Skip To Content
JEWISH. INDEPENDENT. NONPROFIT.
Make a matched gift and support Jewish journalism. DONATE NOW
Fast Forward

Bahrain’s Jewish MP: Protests Blown Out of Proportion

Bahraini Jewish parliamentarian Nancy Khedouri told JTA that the protests in her country have been blown out of proportion by the media.

At least eight people have been killed and hundreds wounded in mass anti-government demonstrations in Bahrain, an oil-exporting island nation home to about 800,000 people, including some three dozen Jews.

Khedouri and others from Bahrain said the country’s Jews have refrained from joining the protests and support King Hamad ibn Isa Khalifa, a Sunni ruler who has been the subject of protests by the Bahraini Shiites who comprise some 70 percent of the population.

“We are all numbed, saddened and shocked by what has happened,” Khedouri said in a telephone interview from the capital, Manama. “Yes, it’s very upsetting, but we all have faith that this is just a temporary cloud that will float away.”

Jewish Bahraini Rouben D. Rouben, manager of an electronics and appliance shop in downtown Manama, said life already is back to normal.

“I’m sitting in my shop enjoying myself,” he said. “Nobody in our community was affected. Nobody has left.”

Bahrain is the only country in the six-member Gulf Cooperation Council, which also includes Saudi Arabia, Kuwait, Oman, Qatar and the United Arab Emirates, that has ever had a real Jewish community.

Khedouri, a prominent Jew of Iraqi origin, recently was named to Bahrain’s 40-member upper parliament known as the Shura Council. She is one of two Jewish Bahrainis in the country’s government.

The other is Houda Nonoo, Bahrain’s envoy to the United States and the first Jewish ambassador ever to represent any Arab country. Nonoo did not respond to requests for comment on the situation in Bahrain.

This is a moment of great uncertainty. Here’s what you can do about it.

We hope you appreciated this article. Before you go, we’d like to ask you to please support the Forward’s independent Jewish news. All donations are still being matched by the Forward Board - up to $100,000 until April 24.

This is a moment of great uncertainty for the news media, for the Jewish people, and for our sacred democracy. It is a time of confusion and declining trust in public institutions. An era in which we need humans to report facts, conduct investigations that hold power to account, tell stories that matter and share honest discourse on all that divides us.

With no paywall or subscriptions, the Forward is entirely supported by readers like you. Every dollar you give is invested in the future of the Forward — and telling the American Jewish story fully and fairly.

The Forward doesn’t rely on funding from institutions like governments or your local Jewish federation. There are thousands of readers like you who give us $18 or $36 or $100 each month or year.

Support our mission to tell the Jewish story fully and fairly.

Republish This Story

Please read before republishing

We’re happy to make this story available to republish for free, unless it originated with JTA, Haaretz or another publication (as indicated on the article) and as long as you follow our guidelines.
You must comply with the following:

  • Credit the Forward
  • Retain our pixel
  • Preserve our canonical link in Google search
  • Add a noindex tag in Google search

See our full guidelines for more information, and this guide for detail about canonical URLs.

To republish, copy the HTML by clicking on the yellow button to the right; it includes our tracking pixel, all paragraph styles and hyperlinks, the author byline and credit to the Forward. It does not include images; to avoid copyright violations, you must add them manually, following our guidelines. Please email us at [email protected], subject line “republish,” with any questions or to let us know what stories you’re picking up.

We don't support Internet Explorer

Please use Chrome, Safari, Firefox, or Edge to view this site.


- Instructions to follow
The records follow. Filter them to the lines that hold "Manikīrs".

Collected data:
_ _ _ _

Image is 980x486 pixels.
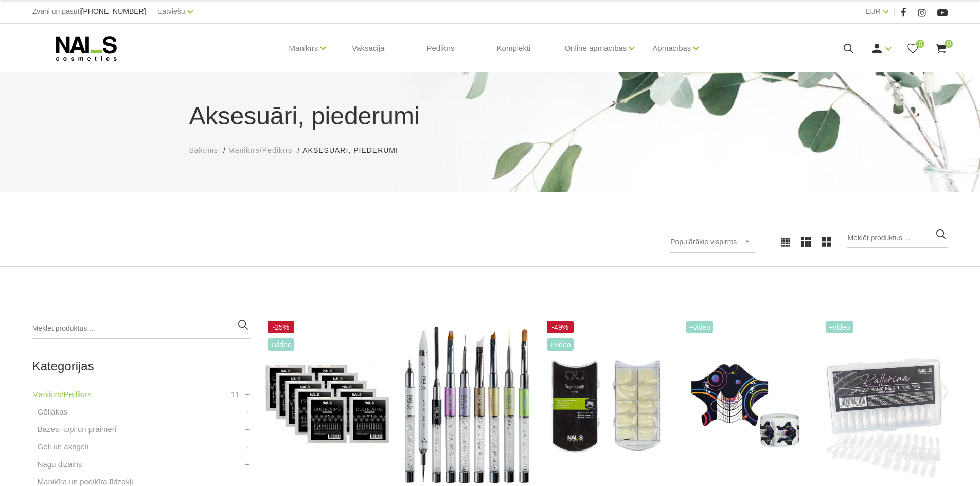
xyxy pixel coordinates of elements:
span: | [151,5,153,18]
a: 0 [935,42,948,55]
a: [PHONE_NUMBER] [82,8,146,16]
h1: Aksesuāri, piederumi [190,98,792,135]
a: Gēllakas [38,406,67,418]
a: + [245,388,250,401]
a: Vaksācija [344,24,393,73]
a: Manikīrs/Pedikīrs [32,388,92,401]
input: Meklēt produktus ... [32,318,250,339]
a: Geli un akrigeli [38,441,89,453]
input: Meklēt produktus ... [847,228,948,249]
a: 0 [907,42,920,55]
a: + [245,406,250,418]
span: 11 [230,388,239,401]
span: [PHONE_NUMBER] [82,7,146,16]
span: -49% [547,321,574,333]
span: +Video [827,321,853,333]
a: EUR [865,5,881,17]
a: + [245,423,250,436]
h2: Kategorijas [32,360,250,373]
span: Sākums [190,146,219,154]
span: +Video [686,321,713,333]
div: Zvani un pasūti [32,5,146,18]
a: + [245,458,250,470]
span: | [894,5,896,18]
span: Populārākie vispirms [671,237,737,246]
span: 0 [945,39,953,48]
a: Sākums [190,145,219,156]
a: Latviešu [159,5,185,17]
a: Manikīrs/Pedikīrs [228,145,293,156]
span: Manikīrs/Pedikīrs [228,146,293,154]
a: + [245,441,250,453]
span: +Video [547,338,574,351]
a: Pedikīrs [418,24,463,73]
a: Komplekti [489,24,539,73]
a: Apmācības [652,28,691,69]
span: 0 [917,39,925,48]
a: Bāzes, topi un praimeri [38,423,117,436]
span: -25% [267,321,295,333]
li: Aksesuāri, piederumi [302,145,408,156]
span: +Video [267,338,295,351]
a: Nagu dizains [38,458,82,470]
a: Online apmācības [564,28,627,69]
a: Manikīrs [289,28,318,69]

_ _ _ _

- Result for this task
a: Manikīrs/Pedikīrs [32,388,92,401]
a: Manikīrs/Pedikīrs [228,145,293,156]
span: Manikīrs/Pedikīrs [228,146,293,154]
a: Manikīrs [289,28,318,69]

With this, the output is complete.